[The Life of Michelangelo Buonarroti by John Addington Symonds]@TWC D-Link bookThe Life of Michelangelo Buonarroti CHAPTER IX 12/87
We shall soon find him, at Ferrara, refusing to quit his hostelry for the Duke's palace, and, at Venice, hiring a remote lodging on the Giudecca in order to avoid the hospitality of S.Mark. An important part of Michelangelo's plan for the fortification of Florence was to erect bastions covering the hill of S.Miniato.
Any one who stands upon the ruined tower of the church there will see at a glance that S.Miniato is the key to the position for a beleaguering force; and "if the enemy once obtained possession of the hill, he would become immediately master of the town." It must, I think, have been at this spot that Buonarroti was working before he received the appointment of controller-general of the works.
Yet he found some difficulty in persuading the rulers of the state that his plan was the right one.
Busini, using information supplied by Michelangelo himself at Rome in 1549, speaks as follows: "Whatever the reason may have been, Niccolo Capponi, while he was Gonfalonier, would not allow the hill of S.Miniato to be fortified, and Michelangelo, who is a man of absolute veracity, tells me that he had great trouble in convincing the other members of the Government, but that he could never convince Niccolo.
However, he began the work, in the way you know, with those fascines of tow.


◆ PROBLEM TO WORK ON ◆
Report each line of the entries that contains the word "Total", copied in full.

Excerpts from a figure dataset:
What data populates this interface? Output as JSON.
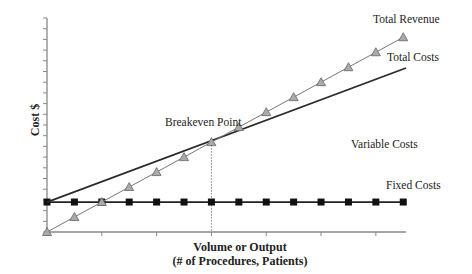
{
  "chart_data": {
    "type": "line",
    "title": "",
    "xlabel": "Volume or Output",
    "xlabel_sub": "(# of Procedures, Patients)",
    "ylabel": "Cost $",
    "x": [
      0,
      1,
      2,
      3,
      4,
      5,
      6,
      7,
      8,
      9,
      10,
      11,
      12,
      13
    ],
    "xlim": [
      0,
      13.1
    ],
    "ylim": [
      0,
      20
    ],
    "grid": false,
    "legend_position": "inline labels at right end of lines",
    "x_ticks": [
      0,
      2,
      4,
      6,
      8,
      10,
      12
    ],
    "y_tick_count": 21,
    "series": [
      {
        "name": "Total Revenue",
        "marker": "triangle",
        "color": "#999999",
        "values": [
          0,
          1.4,
          2.8,
          4.2,
          5.6,
          7.0,
          8.4,
          9.8,
          11.2,
          12.6,
          14.0,
          15.4,
          16.8,
          18.2
        ]
      },
      {
        "name": "Total Costs",
        "marker": "none",
        "color": "#333333",
        "values": [
          2.8,
          3.77,
          4.74,
          5.71,
          6.68,
          7.65,
          8.62,
          9.59,
          10.56,
          11.53,
          12.5,
          13.47,
          14.44,
          15.41
        ]
      },
      {
        "name": "Fixed Costs",
        "marker": "square",
        "color": "#111111",
        "values": [
          2.8,
          2.8,
          2.8,
          2.8,
          2.8,
          2.8,
          2.8,
          2.8,
          2.8,
          2.8,
          2.8,
          2.8,
          2.8,
          2.8
        ]
      }
    ],
    "annotations": [
      {
        "text": "Breakeven Point",
        "x": 6,
        "y": 8.4,
        "note": "dotted vertical drop line to x-axis"
      },
      {
        "text": "Variable Costs",
        "region": "between Total Costs and Fixed Costs"
      }
    ]
  },
  "labels": {
    "total_revenue": "Total Revenue",
    "total_costs": "Total Costs",
    "fixed_costs": "Fixed Costs",
    "variable_costs": "Variable Costs",
    "breakeven": "Breakeven Point",
    "ylabel": "Cost $",
    "xlabel_line1": "Volume or Output",
    "xlabel_line2": "(# of Procedures, Patients)"
  },
  "colors": {
    "axis": "#888888",
    "revenue_line": "#777777",
    "revenue_marker_fill": "#aaaaaa",
    "cost_line": "#2b2b2b",
    "fixed_line": "#222222",
    "fixed_marker": "#111111"
  }
}
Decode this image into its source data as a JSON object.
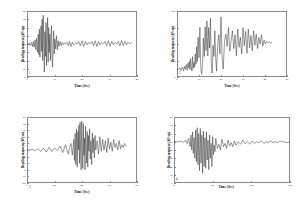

◆ SOLUTION FOR THIS EXERCISE ◆
        "name": "Total Revenue",
        "name": "Total Costs",
        "region": "between Total Costs and Fixed Costs"
    "total_revenue": "Total Revenue",
    "total_costs": "Total Costs",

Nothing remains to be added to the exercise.